**GOAL OF THE EXERCISE:**
Below are the records. Reproduce exactly the lines from the one containing "Locate an element on the screen." through the final line, and omit any pictures.

Saved data entries:
-*-
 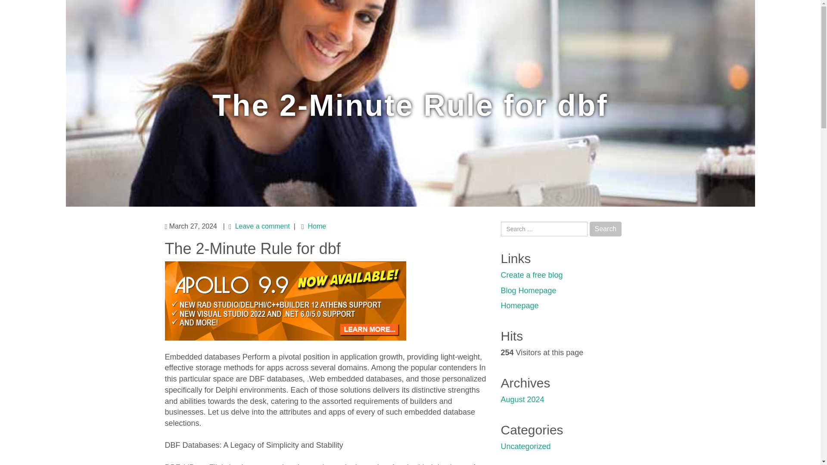 I want to click on Blog Homepage, so click(x=528, y=290).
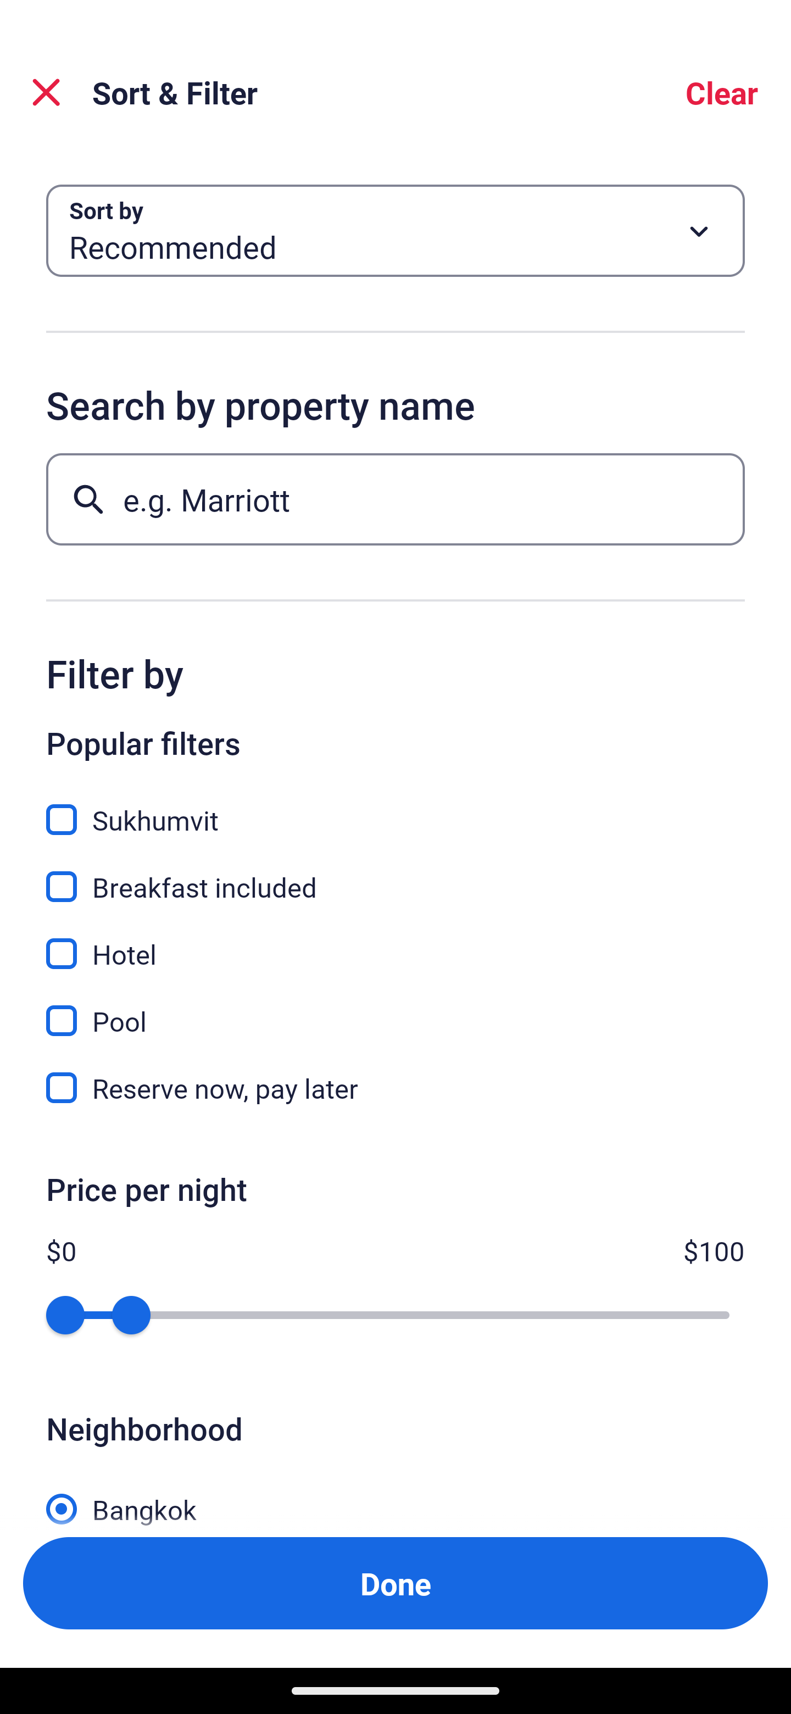  Describe the element at coordinates (46, 92) in the screenshot. I see `Close Sort and Filter` at that location.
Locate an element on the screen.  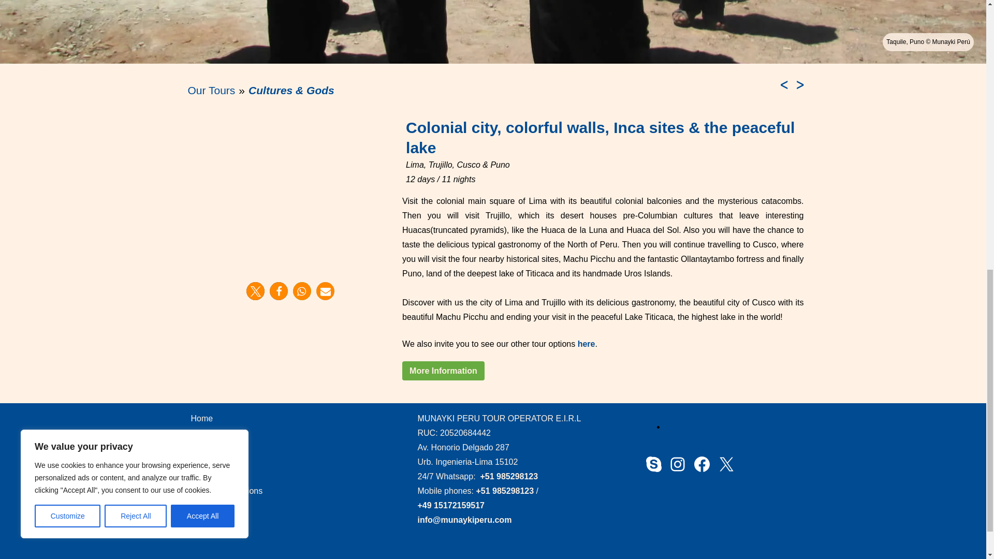
Send by email is located at coordinates (325, 291).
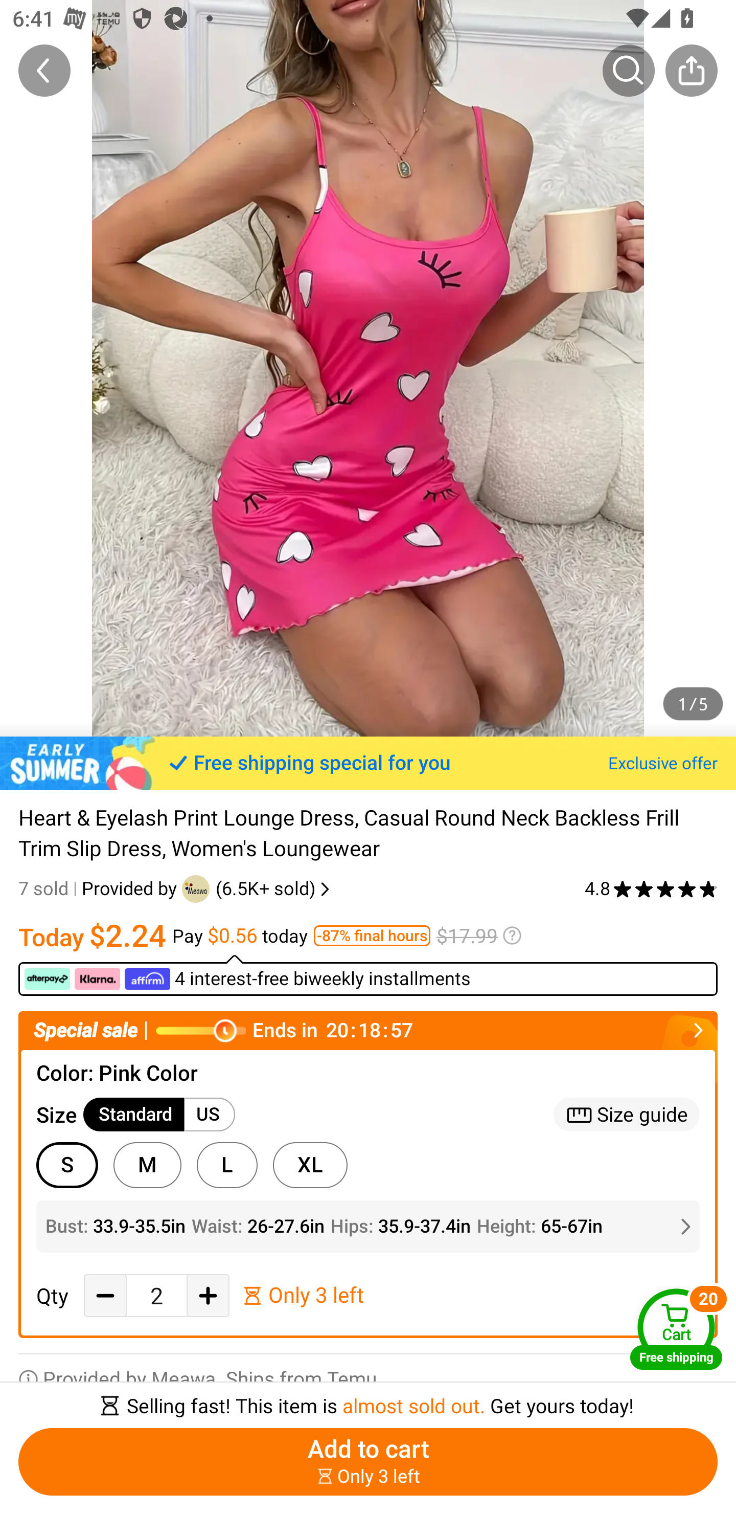 This screenshot has width=736, height=1514. I want to click on  Size guide, so click(627, 1114).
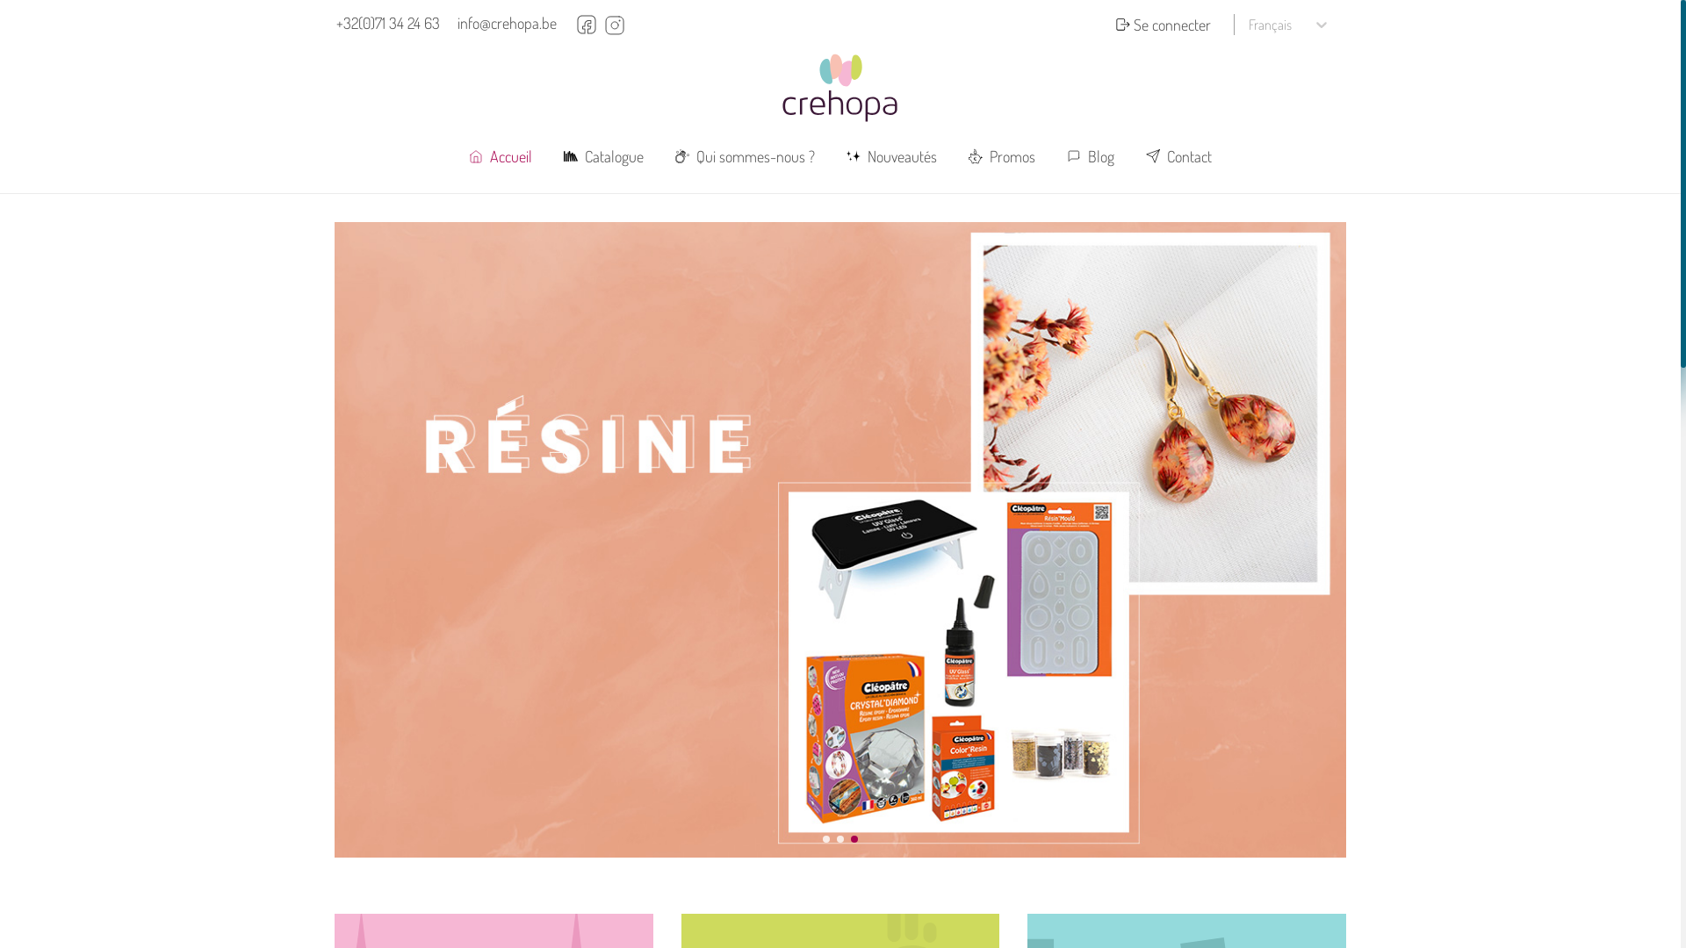  What do you see at coordinates (615, 25) in the screenshot?
I see `Instagram crehopa` at bounding box center [615, 25].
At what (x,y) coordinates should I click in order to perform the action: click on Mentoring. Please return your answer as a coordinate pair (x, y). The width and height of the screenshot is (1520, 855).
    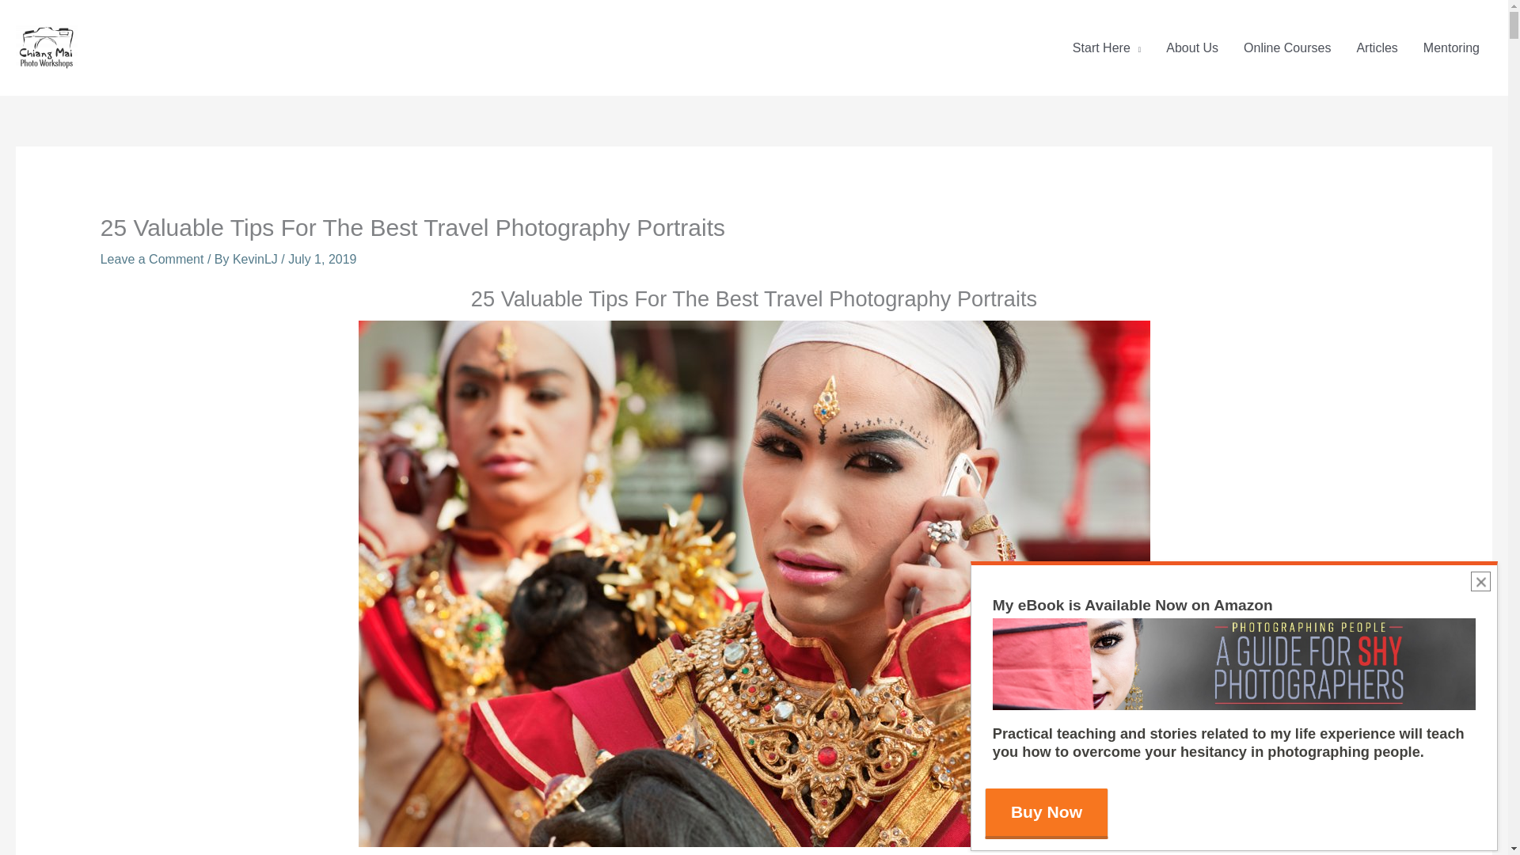
    Looking at the image, I should click on (1451, 47).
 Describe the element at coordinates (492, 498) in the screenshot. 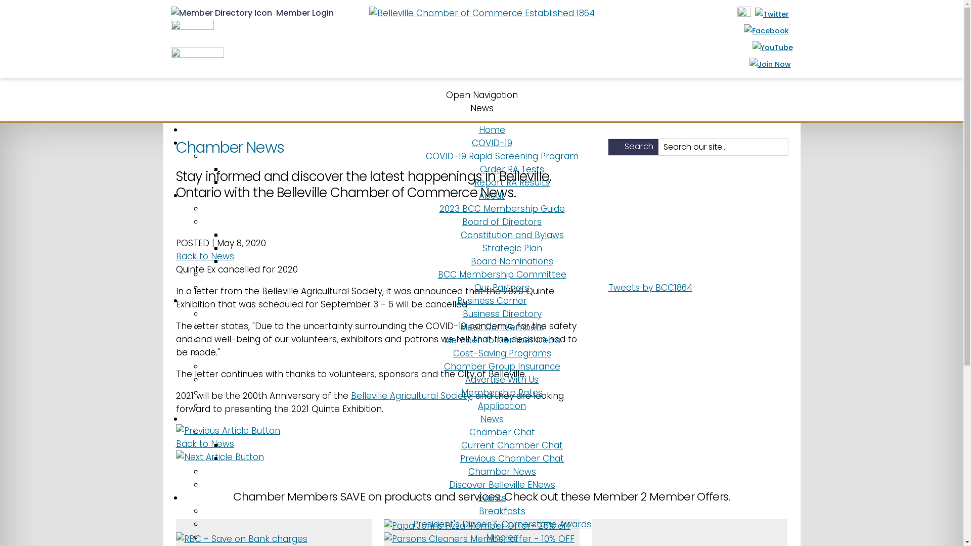

I see `Events` at that location.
-*-
**ANSWER SPACE:**
Locate an element on the screen.  
Send by email is located at coordinates (325, 291).
 This screenshot has width=736, height=1514. I want to click on  Size guide, so click(627, 1114).
  What do you see at coordinates (615, 25) in the screenshot?
I see `Instagram crehopa` at bounding box center [615, 25].
At what (x,y) coordinates should I click in order to perform the action: click on Mentoring. Please return your answer as a coordinate pair (x, y). The width and height of the screenshot is (1520, 855).
    Looking at the image, I should click on (1451, 47).
 Describe the element at coordinates (492, 498) in the screenshot. 

I see `Events` at that location.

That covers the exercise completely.